Uhtred, played by German-born actor Alexander Dreymon, is brought up among his new Viking overlords as a Saxon pet at a settlement in Leeds, which appears to be thriving in the ninth century.

The opening episode suggests that whilst we might want the English to win, it's a lot more fun being a tattooed, Metallica-goateed Viking.

Their victory over the Northumbriands is celebrated with a bacchanal that looks more like a Led Zeppelin after-party.

Game of Thrones fans will be satisfied by some suitably bone-crunching battle scenes as swords splinter flesh with a satisfying crunch.

Macfadyen is filleted in a particularly imaginative manner.

However for all the sweeping battles scenes featuring 200 extras, The Last Kingdom, shot in Hungary, Denmark and Wales, feels a little tame next to Game of Thrones.
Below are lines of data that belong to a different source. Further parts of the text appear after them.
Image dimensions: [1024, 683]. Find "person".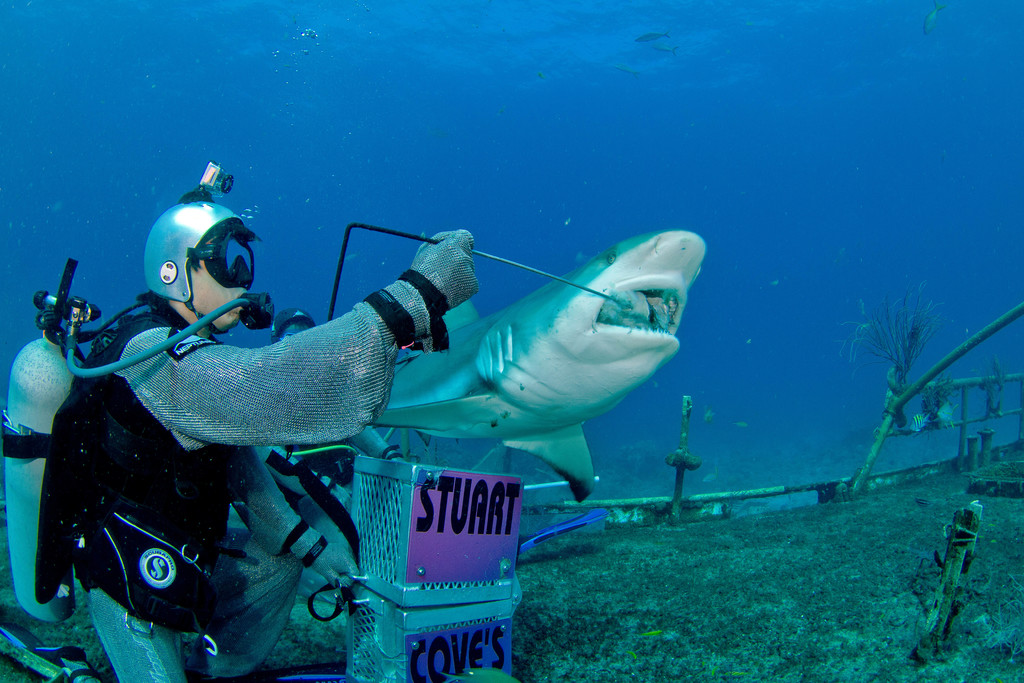
box(71, 199, 479, 682).
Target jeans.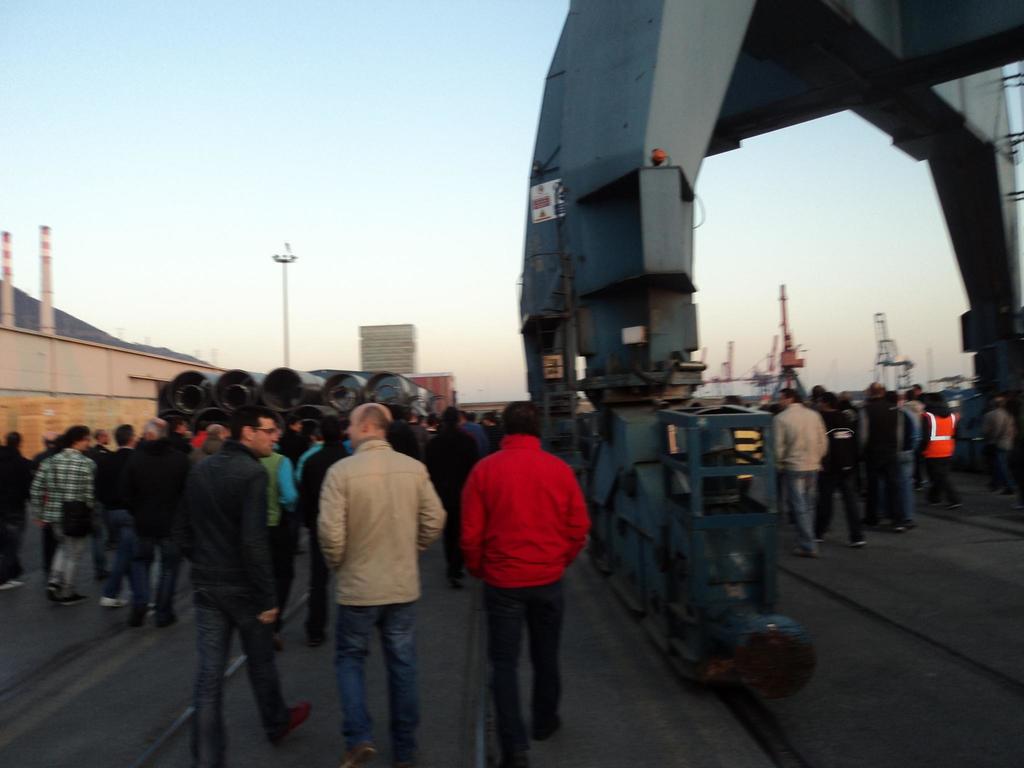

The producers say they were not able to faithfully replicate all of the gore in Cornwell's novels.

Uhtred's coming of age is signalled by the actor's emergence from a dip in the water, his pecs glistening, a shirtless beefcake scene now mandatory for BBC dramas.

Yet the explicit nude scenes familiar from the cable show are lacking in the BBC venture. The sex scene between Uhtred and his beloved Brida (Emily Cox), a feisty feminist fighter, is more of a fully-clothed dry hump.

There'll be more politicking and history as the series develops with Alfred only being introduced in episode two.

But whilst Westeros regroups for its next round of slaying, fans will find much to enjoy in the BBC's leap on to the fantasy drama terrain.